The museum sometimes provokes laughter and, occasionally, tears, for
reasons that people can’t easily explain. An audience member said it
was “like visiting the house of your grandparents.” Some of the
panelists focused on the cinematic experience of the MJT: the role of
light, sound, and the unfolding of a narrative as one passes through
the exhibits. One commented on its place in the cultures of Western
imperialism. Another said the museum commemorates “imaginative
possibilities that have been abandoned.”
The panels with David Wilson were illuminating, but, in the end, the
Museum of Jurassic Technology is such a personal experience that you
just have to see it for yourself. My experience of the MJT is that it
re-creates the childhood experience of going to a museum: the openness
to mystery that we lose as adults for whom there are established
structures of knowledge. It evokes playfulness tinged with tragedy: a
toy shop and a columbarium.
There is an uncelebrated, smaller-scale MLA convention that is no less
valuable than the big panels and the academic dustups that you can
read about later.
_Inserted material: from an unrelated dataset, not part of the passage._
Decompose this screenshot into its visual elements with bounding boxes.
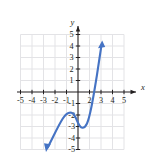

It’s a large enough event to bring together people
with shared interests who might not otherwise find each other,
particularly when that interest is connected to some feature of the
host city.
William Pannapacker is an associate professor of English at Hope College in Holland, Michigan. He is a Chronicle columnist (under the pen name “Thomas H. Benton”), and this is his third year live-blogging the MLA convention.